Monday 20 May 2013

Day 13. Amboise to Tours. 28 kms (320)

All things bright and beautiful,
All creatures great and small...

I set out into drizzling rain, glad of my zambs as I splashed through the puddles.

My pack was heavier than usual this morning, perhaps because of the increasing number of tablets of hotel soap I am accumulating in preparation for my staying in gites later on. I always seem to leave my soap in the shower stall, so I wanted plenty of spares.

As I left town, I noticed that it was market day. Merchants were buzzing around with umbrellas, setting up stalls, darting back and forth, unloading their wares, and even at half past eight, early-bird shoppers were out and about, looking for the worm. There must have been at least two hundred stalls, stretching out in a long line between the levee and the Loire, selling everything you could imagine: clothes, clocks, tables and chairs, gold and silver, books and paintings, linen, china, carpets, not to mention fresh fruit and vegetables.

It's a wonderful tradition which seems to have survived the advent of supermarkets.
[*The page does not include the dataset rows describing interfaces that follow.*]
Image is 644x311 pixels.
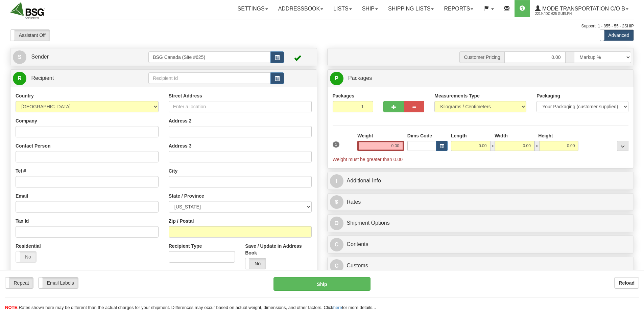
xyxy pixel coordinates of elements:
[328,0,356,17] a: Lists
[534,141,539,151] span: x
[332,141,340,147] span: 1
[39,278,78,288] label: Email Labels
[330,195,631,209] a: $Rates
[434,93,480,99] label: Measurements Type
[169,242,202,249] label: Recipient Type
[330,174,631,188] a: IAdditional Info
[169,101,312,112] input: Enter a location
[273,0,329,17] a: Addressbook
[330,195,343,209] span: $
[15,218,29,224] label: Tax Id
[10,30,50,40] label: Assistant Off
[15,142,51,149] label: Contact Person
[330,216,631,230] a: OShipment Options
[15,117,37,124] label: Company
[5,305,19,310] span: NOTE:
[330,259,343,272] span: C
[538,132,553,139] label: Height
[438,0,478,17] a: Reports
[13,71,134,85] a: R Recipient
[246,258,265,269] label: No
[540,6,625,11] span: Mode Transportation c/o B
[349,75,372,81] span: Packages
[450,132,467,139] label: Length
[169,218,194,224] label: Zip / Postal
[600,30,634,40] label: Advanced
[13,72,27,85] span: R
[408,132,432,139] label: Dims Code
[15,167,26,174] label: Tel #
[15,242,41,249] label: Residential
[535,10,586,17] span: 2219 / DC 625 Guelph
[332,157,402,162] span: Weight must be greater than 0.00
[330,259,631,272] a: CCustoms
[490,141,495,151] span: x
[459,51,504,63] span: Customer Pricing
[10,23,634,29] div: Support: 1 - 855 - 55 - 2SHIP
[169,193,204,199] label: State / Province
[31,75,54,81] span: Recipient
[530,0,634,17] a: Mode Transportation c/o B 2219 / DC 625 Guelph
[383,0,438,17] a: Shipping lists
[5,278,33,288] label: Repeat
[618,280,635,285] b: Reload
[245,242,311,256] label: Save / Update in Address Book
[169,167,177,174] label: City
[15,193,28,199] label: Email
[614,277,639,289] button: Reload
[169,142,192,149] label: Address 3
[536,93,560,99] label: Packaging
[10,2,45,19] img: logo2219.jpg
[357,0,383,17] a: Ship
[330,71,631,85] a: P Packages
[617,141,629,151] div: ...
[31,54,49,59] span: Sender
[333,305,342,310] a: here
[15,93,33,99] label: Country
[148,51,271,63] input: Sender Id
[233,0,273,17] a: Settings
[357,132,373,139] label: Weight
[332,93,355,99] label: Packages
[494,132,508,139] label: Width
[13,50,148,64] a: S Sender
[169,117,192,124] label: Address 2
[273,277,371,290] button: Ship
[16,251,36,262] label: No
[330,217,343,230] span: O
[148,72,271,84] input: Recipient Id
[330,72,343,85] span: P
[169,93,202,99] label: Street Address
[330,237,343,251] span: C
[330,174,343,188] span: I
[330,237,631,251] a: CContents
[13,51,27,64] span: S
Every town has its market, on a different day of the week to allow the merchants to move from one place to the next.

I left the levee to walk along the main road, and then along a bicycle path with signs indicating the way to Tours.

Wood smoke drifted from a chimney top as I arrived at the village of Lussault-sur-Loire. It was warmer inside than out. I resisted the temptation to have a coffee at a bar. I had a long way to go.

You can't win when you're walking in this weather. If you wear just a tee shirt under the rain jacket, you get cold. If you wear something over the tee shirt, you get hot, and then you sweat, and then you get cold.

I noticed some elongated islands in the middle of the river, running parallel with the current, in various stages of becoming solid land mass. Some were mere sand banks, covered in birds, with many more, squawking overhead. On a few, vegetation had already taken root, and they supported a few young trees. Others were now well-treed like the mainland. Nature reclaims its own.

Now it was time for a coffee. I walked along the footpath into Montlouis-sur-Loire and almost stepped on a very large snail.

Hie thee hence, thou lone, lorn creetur, or thinks will go contrairy with thee.

I dodged a couple of dog turds. A friend in France would call this a crottetoir. The English equivalent would be a "shitpath". Mind you, it used to be a lot worse. Thirty years ago you would barely find a bare space on the pavement to put your feet.

The  French have improved in other ways as well. Back then, if you ventured onto a crosswalk, you took your life in your hands. Now, the motorists sometimes stop for you. This morning, as I approached a crossing on the main road, a man came slowly to a stop, gave me a broad smile, and waved me across, much to the surprise and the annoyance of the traffic behind. He had probably walked the Camino.

I stopped for a coffee. This was a friendly bar. Everyone said Bonjour as I entered, and Bonne Journee as I left.

I pressed on. Finally I could see the spires of the cathedral de Tours in the distance. When I arrived, everything was closed. It was Pentecost. I found a hotel, and did my washing, even though I've decided not to stop the two days it would normally take it to dry in this weather. I have a hair dryer which is going to work overtime. 

I visited the cathedral, and there, occurred one of those magical moments which happen from time to time on the Camino. An orchestra was playing a very familiar introduction, and I felt I just had to come in with "Qui tollis peccata mundi". I think it was the Mozart Requiem, but it may have been the Faure. No choir, but a very good youth orchestra was practising for something.

The cathedral is stunning, very large, Gothic, with an amazing array of stained glass on either side of the choir.

I went back to my hotel, and went to work with the hair dryer.

Back in Perth in winter in the old days, when I met my mum's friend Thelma out walking, she would say, "Hello there, I've just come outside to get warm." There was no central heating in Perth.

I went outside to get warm, and found a restaurant.

It's interesting how the servers  always assume that I will have my beef well done. Which I do, of course. Not that it ever is. Blood is always oozing from a well cooked steak in France. Except tonight.

I have learned that you get what you pay for when it comes to eating here. If you walk along the line of restaurants looking for what seems to be the best deal, you will end up with steak frites, with the steak as tough as old boots, and the chips better than the steak. That is the tourist menu. But if you pay a little more, say five dollars, you can eat superbly well. That's what the locals do. And tonight, so did I. It was a superb meal at the Restaurant de la Ferme on the rue Colbert. And if I had to order a demi-bouteille because my usual quart de rouge wasn't available, so be it.

So my advice to you is this: Never have breakfast at your hotel. Buy the bread and croissants at a bakery. Take them to a bar and eat them with your coffee. Put the five dollars you will save towards a superb evening meal.

The French can teach us a lot about eating and drinking. And living!

What can they teach us about living? Carpe diem. Eat, drink and be merry, for tomorrow we shall die.